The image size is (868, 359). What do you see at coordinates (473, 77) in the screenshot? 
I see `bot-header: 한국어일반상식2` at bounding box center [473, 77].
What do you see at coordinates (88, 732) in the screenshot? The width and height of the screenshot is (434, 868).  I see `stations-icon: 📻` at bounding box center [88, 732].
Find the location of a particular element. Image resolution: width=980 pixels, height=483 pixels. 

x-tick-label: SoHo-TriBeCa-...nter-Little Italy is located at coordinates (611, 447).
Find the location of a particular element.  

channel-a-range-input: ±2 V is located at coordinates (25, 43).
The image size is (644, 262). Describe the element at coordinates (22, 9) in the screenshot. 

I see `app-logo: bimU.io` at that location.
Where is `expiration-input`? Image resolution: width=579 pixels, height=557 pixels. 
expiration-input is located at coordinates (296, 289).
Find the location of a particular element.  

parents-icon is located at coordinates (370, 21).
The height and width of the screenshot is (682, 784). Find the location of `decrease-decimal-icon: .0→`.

...

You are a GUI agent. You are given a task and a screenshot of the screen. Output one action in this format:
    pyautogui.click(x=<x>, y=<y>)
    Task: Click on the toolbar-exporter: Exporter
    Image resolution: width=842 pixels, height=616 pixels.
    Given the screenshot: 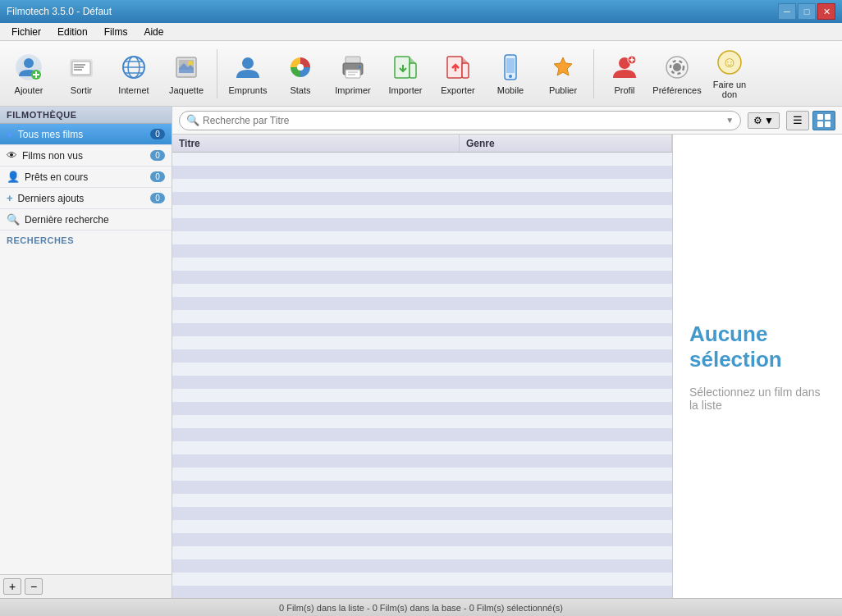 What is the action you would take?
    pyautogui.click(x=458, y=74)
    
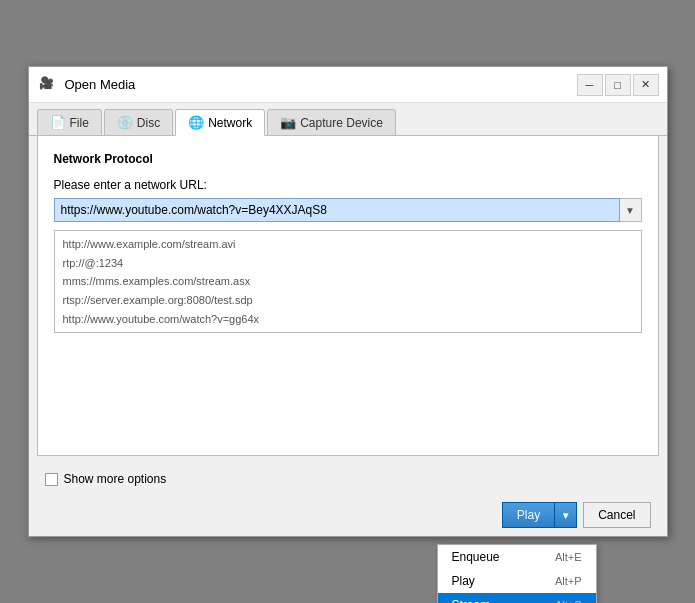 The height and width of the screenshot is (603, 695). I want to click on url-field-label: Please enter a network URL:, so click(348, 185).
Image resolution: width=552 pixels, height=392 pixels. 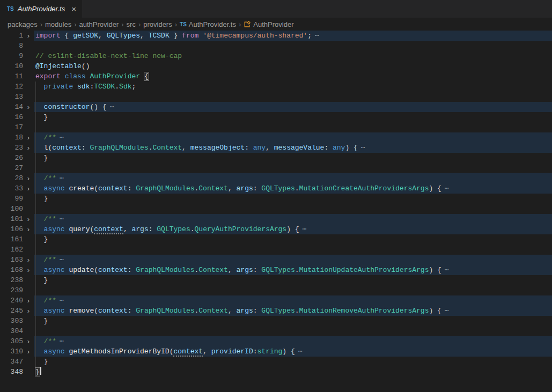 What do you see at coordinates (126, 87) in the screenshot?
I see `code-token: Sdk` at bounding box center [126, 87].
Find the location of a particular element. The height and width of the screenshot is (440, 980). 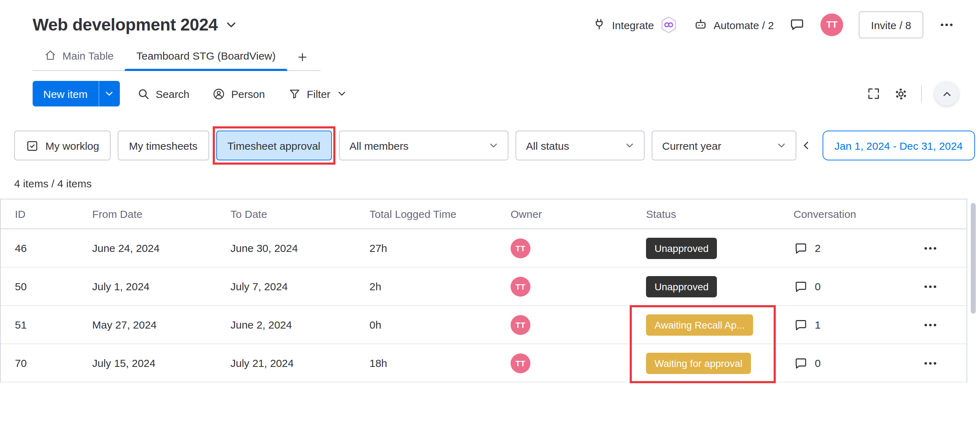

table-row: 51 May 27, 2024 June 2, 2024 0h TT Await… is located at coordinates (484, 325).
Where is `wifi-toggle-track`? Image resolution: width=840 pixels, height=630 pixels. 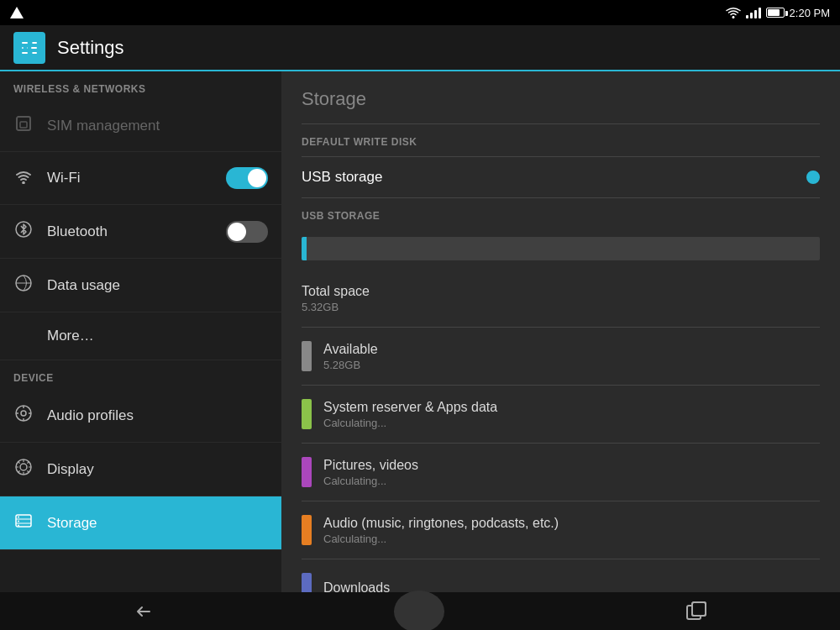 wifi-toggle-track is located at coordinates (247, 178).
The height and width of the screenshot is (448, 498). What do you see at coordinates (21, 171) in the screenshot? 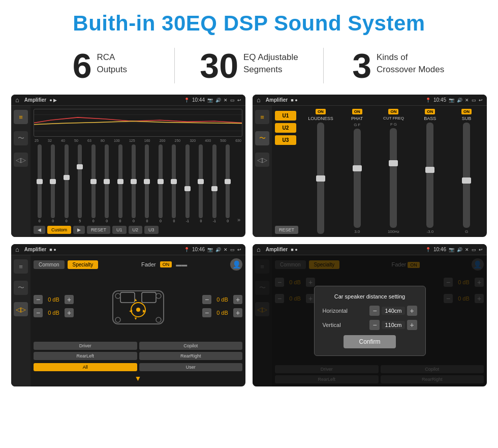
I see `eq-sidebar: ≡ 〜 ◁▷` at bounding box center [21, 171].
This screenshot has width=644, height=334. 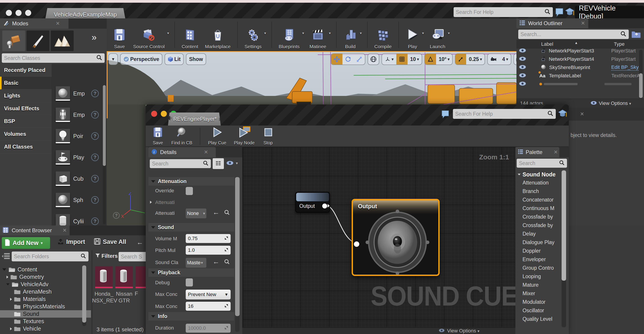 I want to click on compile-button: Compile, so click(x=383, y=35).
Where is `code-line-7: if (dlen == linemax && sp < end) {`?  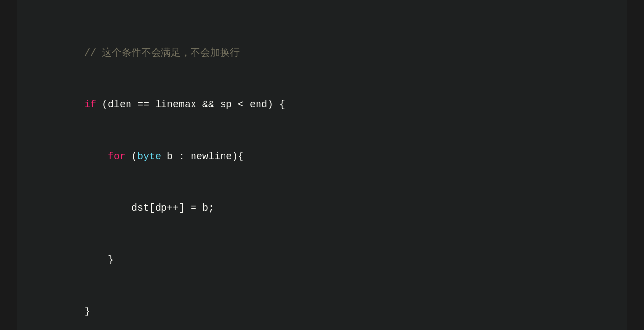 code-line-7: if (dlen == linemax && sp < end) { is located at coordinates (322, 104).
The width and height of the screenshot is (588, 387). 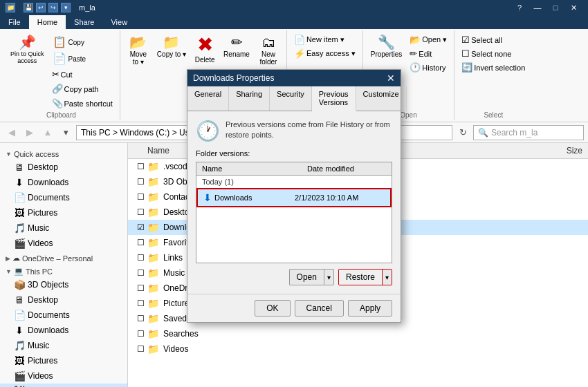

==

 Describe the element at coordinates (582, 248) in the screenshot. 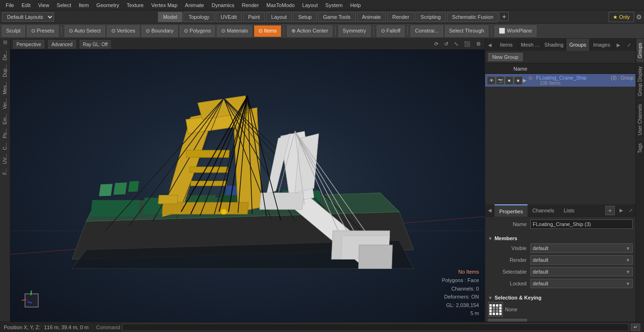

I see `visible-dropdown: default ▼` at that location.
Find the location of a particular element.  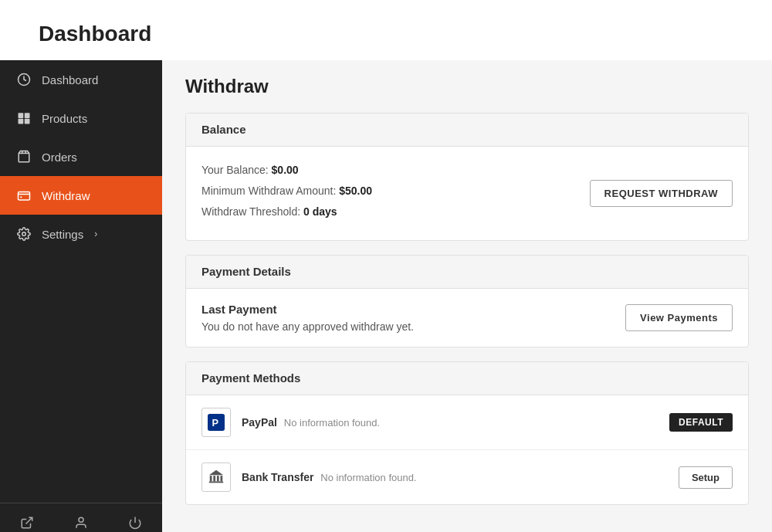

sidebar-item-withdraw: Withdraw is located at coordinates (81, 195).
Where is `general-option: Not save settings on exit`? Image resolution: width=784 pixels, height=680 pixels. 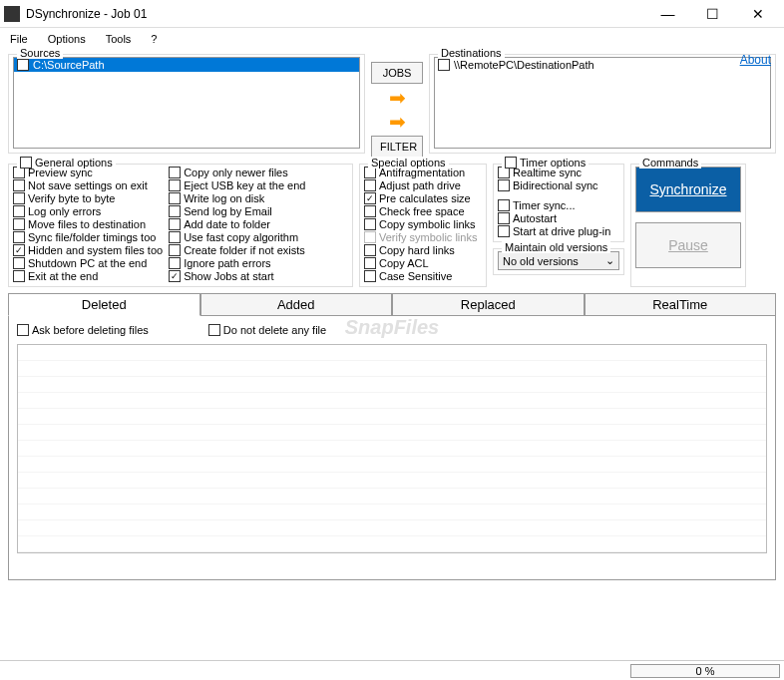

# TASK STATEMENT
Give the exact lines, and only those, from the line containing "Find the location of a particular element. Image" through the line containing "The height and width of the screenshot is (682, 784)." in the entries above.

# RESULT BELOW
Find the location of a particular element. Image resolution: width=980 pixels, height=483 pixels. 

x-tick-label: SoHo-TriBeCa-...nter-Little Italy is located at coordinates (611, 447).
Find the location of a particular element.  

channel-a-range-input: ±2 V is located at coordinates (25, 43).
The image size is (644, 262). Describe the element at coordinates (22, 9) in the screenshot. 

I see `app-logo: bimU.io` at that location.
Where is `expiration-input`? Image resolution: width=579 pixels, height=557 pixels. 
expiration-input is located at coordinates (296, 289).
Find the location of a particular element.  

parents-icon is located at coordinates (370, 21).
The height and width of the screenshot is (682, 784). Find the location of `decrease-decimal-icon: .0→`.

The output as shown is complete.